Wednesday, January 28, 2009
Ramana Maharshi
This passage talked a lot about God already being there for a person. To have God is as simple as having him. People always make things so much more difficult than they really are. I think the section that explained the whole passage was the one that said..."God's grace is the beginning, the middle, and the end. When you pray for God's grace you are like someone standing neck-deep in water and yet crying for water. It is like saying that someone neck-deep in water feels thirsty, or that a fish in water feels thirst, or that water feels thirsty." God's grace and love is everywhere. We don’t need to look for it because we have it. We don’t need to yearn for it, it is there. We don’t need fancy words and teachings to obtain it, because we already have it.
The Upanishads
I truly liked this reading. My favorite thing was the unknowing and how even if you try to understand you can’t, but you can. Isn’t that how we live our lives? There is just so much we don’t understand and we strive to get it. Some times the things we know best are the things we both don’t understand and can’t explain. It’s like being so deeply passionate about something because you feel its right even though you could never explain it nor could you begin to understand it. The part that states “Eye cannot see it, tongue cannot utter it, mind cannot grasp it. There is no way to learn it or teach it. It is different from the known, beyond the unknown. That which makes the tongue speak but which cannot be spoken by the tongue-that alone is God, not what people worship." Basically what I got from this reading was to worship God and truly understand God is not to. It’s just allowing it to happen, for you to feel not think. For you to just know not to understand.

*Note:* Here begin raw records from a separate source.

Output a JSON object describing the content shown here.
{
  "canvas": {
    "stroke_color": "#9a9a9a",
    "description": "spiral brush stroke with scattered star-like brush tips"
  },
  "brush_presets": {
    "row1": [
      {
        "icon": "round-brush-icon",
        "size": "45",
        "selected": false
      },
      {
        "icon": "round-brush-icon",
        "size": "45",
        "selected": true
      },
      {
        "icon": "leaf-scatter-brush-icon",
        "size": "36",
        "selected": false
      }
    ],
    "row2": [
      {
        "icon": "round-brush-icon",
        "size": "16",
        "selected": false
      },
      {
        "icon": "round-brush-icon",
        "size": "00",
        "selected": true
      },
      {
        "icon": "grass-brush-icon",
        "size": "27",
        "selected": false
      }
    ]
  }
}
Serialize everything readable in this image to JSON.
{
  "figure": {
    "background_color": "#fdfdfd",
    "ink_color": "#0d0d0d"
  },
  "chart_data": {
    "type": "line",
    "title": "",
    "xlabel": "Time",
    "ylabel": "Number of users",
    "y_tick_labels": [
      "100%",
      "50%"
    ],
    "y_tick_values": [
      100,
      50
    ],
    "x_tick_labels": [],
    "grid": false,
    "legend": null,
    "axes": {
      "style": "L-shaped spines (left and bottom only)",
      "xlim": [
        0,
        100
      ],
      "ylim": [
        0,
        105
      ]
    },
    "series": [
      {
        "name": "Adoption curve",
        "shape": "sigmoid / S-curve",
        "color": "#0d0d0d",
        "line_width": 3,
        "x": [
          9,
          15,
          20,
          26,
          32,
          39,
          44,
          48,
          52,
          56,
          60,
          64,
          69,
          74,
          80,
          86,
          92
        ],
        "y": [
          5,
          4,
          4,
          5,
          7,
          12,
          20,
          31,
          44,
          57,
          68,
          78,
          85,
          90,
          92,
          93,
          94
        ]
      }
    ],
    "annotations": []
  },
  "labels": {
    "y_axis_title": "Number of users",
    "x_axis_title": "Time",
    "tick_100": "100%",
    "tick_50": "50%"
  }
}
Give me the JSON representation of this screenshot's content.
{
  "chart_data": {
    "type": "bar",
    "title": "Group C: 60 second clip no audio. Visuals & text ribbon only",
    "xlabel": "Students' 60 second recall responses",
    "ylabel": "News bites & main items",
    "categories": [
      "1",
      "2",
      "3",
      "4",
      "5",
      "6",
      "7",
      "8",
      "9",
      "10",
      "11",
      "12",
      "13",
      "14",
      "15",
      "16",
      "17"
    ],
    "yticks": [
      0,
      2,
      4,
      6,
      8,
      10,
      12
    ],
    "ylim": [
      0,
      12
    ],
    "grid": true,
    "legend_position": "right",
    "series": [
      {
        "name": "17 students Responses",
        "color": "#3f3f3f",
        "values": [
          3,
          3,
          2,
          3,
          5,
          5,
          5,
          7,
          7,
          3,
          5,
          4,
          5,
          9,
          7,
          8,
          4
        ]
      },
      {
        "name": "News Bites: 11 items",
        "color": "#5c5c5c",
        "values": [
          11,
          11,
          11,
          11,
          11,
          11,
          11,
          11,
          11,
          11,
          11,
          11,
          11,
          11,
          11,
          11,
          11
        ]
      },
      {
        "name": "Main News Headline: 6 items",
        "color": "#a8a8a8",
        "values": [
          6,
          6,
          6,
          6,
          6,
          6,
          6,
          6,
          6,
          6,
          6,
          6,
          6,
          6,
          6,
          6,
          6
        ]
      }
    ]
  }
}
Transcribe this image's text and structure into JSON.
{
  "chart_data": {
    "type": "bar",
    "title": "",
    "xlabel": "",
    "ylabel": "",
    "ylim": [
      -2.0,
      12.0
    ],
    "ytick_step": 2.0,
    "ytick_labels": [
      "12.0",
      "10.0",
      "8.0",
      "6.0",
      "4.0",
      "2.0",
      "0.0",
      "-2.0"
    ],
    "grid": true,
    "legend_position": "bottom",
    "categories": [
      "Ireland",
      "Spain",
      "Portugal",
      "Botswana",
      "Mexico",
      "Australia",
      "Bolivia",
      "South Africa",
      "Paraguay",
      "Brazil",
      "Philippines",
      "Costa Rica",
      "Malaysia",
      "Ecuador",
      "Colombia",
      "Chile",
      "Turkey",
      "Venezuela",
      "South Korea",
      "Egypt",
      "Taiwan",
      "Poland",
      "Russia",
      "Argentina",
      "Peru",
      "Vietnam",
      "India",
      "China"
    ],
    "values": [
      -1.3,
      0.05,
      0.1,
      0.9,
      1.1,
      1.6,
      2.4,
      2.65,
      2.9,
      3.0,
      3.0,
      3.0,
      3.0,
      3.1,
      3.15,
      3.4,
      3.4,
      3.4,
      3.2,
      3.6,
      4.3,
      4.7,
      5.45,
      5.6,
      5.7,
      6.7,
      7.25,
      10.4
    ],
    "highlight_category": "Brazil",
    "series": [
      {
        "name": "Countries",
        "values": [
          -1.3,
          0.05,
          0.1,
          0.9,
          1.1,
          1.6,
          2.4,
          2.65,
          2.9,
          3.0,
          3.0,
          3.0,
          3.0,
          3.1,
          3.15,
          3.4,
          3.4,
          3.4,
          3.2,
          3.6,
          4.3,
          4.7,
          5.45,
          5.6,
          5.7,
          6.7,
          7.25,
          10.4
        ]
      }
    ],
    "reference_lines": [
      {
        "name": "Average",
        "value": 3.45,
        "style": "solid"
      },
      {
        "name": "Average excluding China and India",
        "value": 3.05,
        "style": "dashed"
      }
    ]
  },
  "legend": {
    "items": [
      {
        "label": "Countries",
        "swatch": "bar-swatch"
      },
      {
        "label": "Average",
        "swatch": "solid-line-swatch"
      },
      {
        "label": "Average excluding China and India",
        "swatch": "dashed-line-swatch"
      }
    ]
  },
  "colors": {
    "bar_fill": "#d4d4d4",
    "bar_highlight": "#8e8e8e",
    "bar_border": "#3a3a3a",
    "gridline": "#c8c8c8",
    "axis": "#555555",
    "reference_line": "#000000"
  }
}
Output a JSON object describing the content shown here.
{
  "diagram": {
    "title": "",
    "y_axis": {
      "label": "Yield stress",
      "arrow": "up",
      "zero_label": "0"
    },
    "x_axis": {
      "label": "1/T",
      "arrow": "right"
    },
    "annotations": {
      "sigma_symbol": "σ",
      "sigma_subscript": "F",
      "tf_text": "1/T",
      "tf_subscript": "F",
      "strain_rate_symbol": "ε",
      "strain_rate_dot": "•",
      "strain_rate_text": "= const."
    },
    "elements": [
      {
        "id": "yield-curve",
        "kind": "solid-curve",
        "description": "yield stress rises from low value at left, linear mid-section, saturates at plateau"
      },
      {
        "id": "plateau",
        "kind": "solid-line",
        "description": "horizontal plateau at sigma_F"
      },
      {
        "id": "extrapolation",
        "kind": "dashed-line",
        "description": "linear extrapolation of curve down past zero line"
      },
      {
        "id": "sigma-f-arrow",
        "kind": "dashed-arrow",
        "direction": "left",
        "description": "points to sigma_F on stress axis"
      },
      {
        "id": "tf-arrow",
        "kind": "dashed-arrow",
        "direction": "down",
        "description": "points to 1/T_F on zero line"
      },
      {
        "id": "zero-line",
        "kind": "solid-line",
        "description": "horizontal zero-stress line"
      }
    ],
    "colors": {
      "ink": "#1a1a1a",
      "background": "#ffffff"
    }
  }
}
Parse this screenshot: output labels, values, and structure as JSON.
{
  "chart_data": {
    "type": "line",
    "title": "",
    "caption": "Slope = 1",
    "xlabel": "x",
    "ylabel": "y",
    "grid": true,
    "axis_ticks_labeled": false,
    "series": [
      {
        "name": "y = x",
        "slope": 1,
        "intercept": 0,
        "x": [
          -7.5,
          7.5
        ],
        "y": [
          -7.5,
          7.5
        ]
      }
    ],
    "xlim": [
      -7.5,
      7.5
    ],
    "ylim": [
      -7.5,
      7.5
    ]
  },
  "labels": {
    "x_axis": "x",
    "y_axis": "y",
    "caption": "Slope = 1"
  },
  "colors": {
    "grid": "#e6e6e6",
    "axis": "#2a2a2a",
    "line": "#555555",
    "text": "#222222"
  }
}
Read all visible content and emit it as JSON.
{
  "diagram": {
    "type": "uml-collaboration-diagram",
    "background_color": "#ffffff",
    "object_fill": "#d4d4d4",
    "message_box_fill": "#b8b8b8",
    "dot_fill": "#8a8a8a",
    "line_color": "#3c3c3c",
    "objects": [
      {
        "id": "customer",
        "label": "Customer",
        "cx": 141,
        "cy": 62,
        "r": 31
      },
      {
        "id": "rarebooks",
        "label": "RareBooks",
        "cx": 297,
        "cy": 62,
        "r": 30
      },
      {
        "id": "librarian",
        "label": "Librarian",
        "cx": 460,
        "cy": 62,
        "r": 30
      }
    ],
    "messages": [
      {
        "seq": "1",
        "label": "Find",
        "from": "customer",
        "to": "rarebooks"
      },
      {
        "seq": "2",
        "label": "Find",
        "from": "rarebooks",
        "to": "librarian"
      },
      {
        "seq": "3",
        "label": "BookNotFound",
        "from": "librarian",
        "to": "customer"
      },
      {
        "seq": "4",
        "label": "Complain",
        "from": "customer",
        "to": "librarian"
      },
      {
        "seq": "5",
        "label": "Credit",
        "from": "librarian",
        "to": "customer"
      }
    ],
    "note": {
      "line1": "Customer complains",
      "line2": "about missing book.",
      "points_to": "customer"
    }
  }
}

Wednesday, January 21, 2009
Chief Seattle
This speech really made me think. Here was a man who had come to the conclusion that his people were going to completely disappear from this earth because of the white man and still he referred to them as his brother. He does touch on the differences, but ultimately states even if they wipe out his people in life they will never really be gone for their dead people will always be around. I thought this was so powerful no matter what was said or done to his people they will still stay strong even if it is only in death.
Friday, January 16, 2009
SA-GO-YE-WAT-HA
While reading this passage I could tell that the chief was very nice in his delivery in asking the man to leave. I felt he had honestly listened to the missionary as he probably did the many before him. It seamed like everything the white man told his people was a lie or ended badly. Now this missionary was telling him, “All your lives have been in great errors and darkness.” Who was this man to tell the chief not only was he wrong to believe in what was passed down through generations to him, but if he didn’t follow the teachings passed down generations to the missionary he would “not be happy hereafter.” The chief felt he was happy, just as his forefathers were and his children now. He explained to the missionary that his people will continue to follow the teaching they have been and will “Be grateful for all the favors we receive, to love one another, and to be united."
I believe religion teachings boil down to what the chief was saying. We need to be grateful for all the favors we receive, to love one another, and to be united.
I believe religion teachings boil down to what the chief was saying. We need to be grateful for all the favors we receive, to love one another, and to be united.